More relatable in my cortex, Oxford Dictionaries’ Word of the Year: “Brain rot.” Oxford defines brain rot as “the supposed deterioration of a person’s mental or intellectual state, especially…as the result of over consumption of material…considered to be trivial or unchallenging.” People use the term to mean brain fog, poor attention span, or gullible to misinformation.
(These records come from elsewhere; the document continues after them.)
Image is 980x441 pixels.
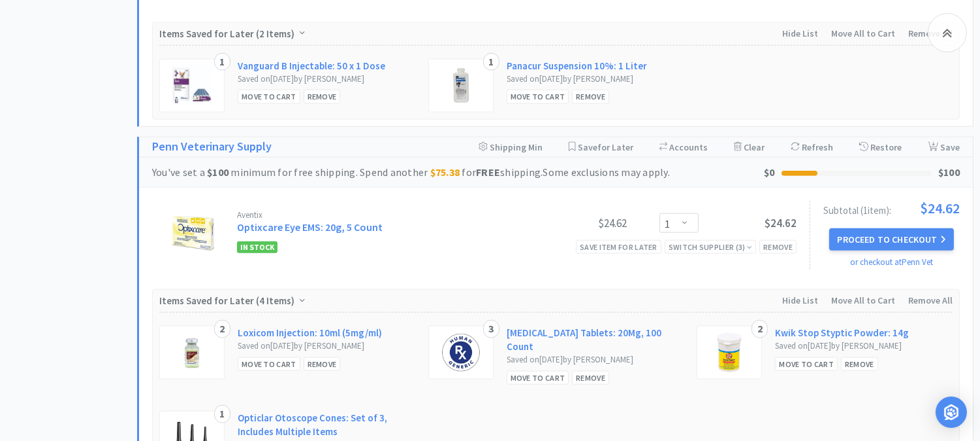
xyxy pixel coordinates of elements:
span: $24.62 [920,200,960,215]
div: 1 [214,53,231,72]
span: 2 Items [259,27,291,40]
strong: $100 [207,165,228,178]
div: 2 [752,320,768,338]
span: Hide List [782,27,818,39]
button: Proceed to Checkout [829,228,954,251]
div: Aventix [237,211,529,219]
div: Move to Cart [238,357,301,371]
a: or checkout at Penn Vet [850,256,933,267]
img: 6e02fd3b672c4a97bd3ffc3cd098773e_159044.png [172,333,211,372]
a: Opticlar Otoscope Cones: Set of 3, Includes Multiple Items [238,410,415,438]
span: Hide List [782,294,818,306]
div: $0 [764,164,775,181]
div: Shipping Min [479,137,543,157]
span: Remove All [908,294,953,306]
a: Kwik Stop Styptic Powder: 14g [775,326,909,339]
span: Items Saved for Later ( ) [159,294,297,306]
span: Items Saved for Later ( ) [159,27,297,40]
div: Accounts [660,137,708,157]
span: $24.62 [764,216,797,230]
span: Move All to Cart [832,294,896,306]
div: Saved on [DATE] by [PERSON_NAME] [775,339,953,353]
div: Saved on [DATE] by [PERSON_NAME] [238,73,415,86]
div: Remove [303,90,341,103]
span: Move All to Cart [832,27,896,39]
div: 1 [483,53,499,72]
div: Open Intercom Messenger [936,396,967,427]
div: Move to Cart [507,90,569,103]
div: Remove [572,90,609,103]
strong: FREE [476,165,500,178]
div: You've set a minimum for free shipping. Spend another for shipping. Some exclusions may apply. [153,164,764,181]
span: Remove All [908,27,953,39]
div: Switch Supplier ( 3 ) [669,241,752,253]
img: 25a20ba161724690ac16152648c7bf14_466144.jpeg [172,66,211,105]
div: Remove [759,240,797,253]
div: Saved on [DATE] by [PERSON_NAME] [238,339,415,353]
div: 1 [214,404,231,423]
a: Penn Veterinary Supply [153,137,272,156]
img: bc533a2bf00147c1a4b97f66937522c5_164981.png [441,333,481,372]
div: $24.62 [529,215,627,231]
div: Subtotal ( 1 item ): [823,200,960,215]
div: Clear [734,137,764,157]
img: 05dac85d365c44878e09a4738e362bf1_50078.jpeg [441,66,481,105]
div: Saved on [DATE] by [PERSON_NAME] [507,73,684,86]
div: Save [928,137,960,157]
strong: $75.38 [430,165,460,178]
a: Vanguard B Injectable: 50 x 1 Dose [238,59,385,73]
div: Remove [303,357,341,371]
div: Restore [860,137,902,157]
div: 2 [214,320,231,338]
a: Loxicom Injection: 10ml (5mg/ml) [238,326,382,339]
div: Remove [572,371,609,385]
a: Panacur Suspension 10%: 1 Liter [507,59,647,73]
a: Optixcare Eye EMS: 20g, 5 Count [237,220,383,234]
div: Move to Cart [238,90,301,103]
div: Refresh [791,137,833,157]
img: d67b20ddedce47c5933b82fa5ae7905f_158076.png [710,333,749,372]
div: Remove [841,357,879,371]
img: b7aa302f787749648a5d1a145ac938bd_413743.png [170,211,216,256]
div: Move to Cart [775,357,838,371]
span: Save for Later [578,142,633,153]
div: Saved on [DATE] by [PERSON_NAME] [507,353,684,367]
div: 3 [483,320,499,338]
span: 4 Items [259,294,291,306]
div: Save item for later [576,240,661,253]
span: In Stock [237,241,278,253]
div: Move to Cart [507,371,569,385]
a: [MEDICAL_DATA] Tablets: 20Mg, 100 Count [507,326,684,353]
div: $100 [938,164,960,181]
That’s pretty much what happens when we’re online, we’re continually lured and baited down endless, mindless rabbit holes.

As Rebecca Jennings said on the CBC Radio show Commotion: “…as long as there’s that incentive for people to keep creating these giant brain rot empires, then it will keep being shoved in our faces…. It’s good for the attention economy, which is the world we’re all living in.” Mel Woods added “that we are all just on our own little dissociation islands trying to process what’s happening out there… I think brain rot fits really well for this year because [it] is that isolated; I’m alone in my bed, scrolling and trying to feel something…because that’s the only thing that’s keeping me [distracted from] all of the horrible things going on right now.” 

Some other words that didn’t make the cut: “Extreme weather” which needs no introduction. “Midwest nice,” describing the characteristic politeness, friendliness and hospitality of people from the Midwest, like Tim Walz. And a word that many Denman Islanders embrace with patriotic passion: “Weird.” It was searched more often than the word “strange” and spiked this year with the US Democrats describing every Republican candidate (in actions and words) as “weird” during the heady days of the 2024 presidential election.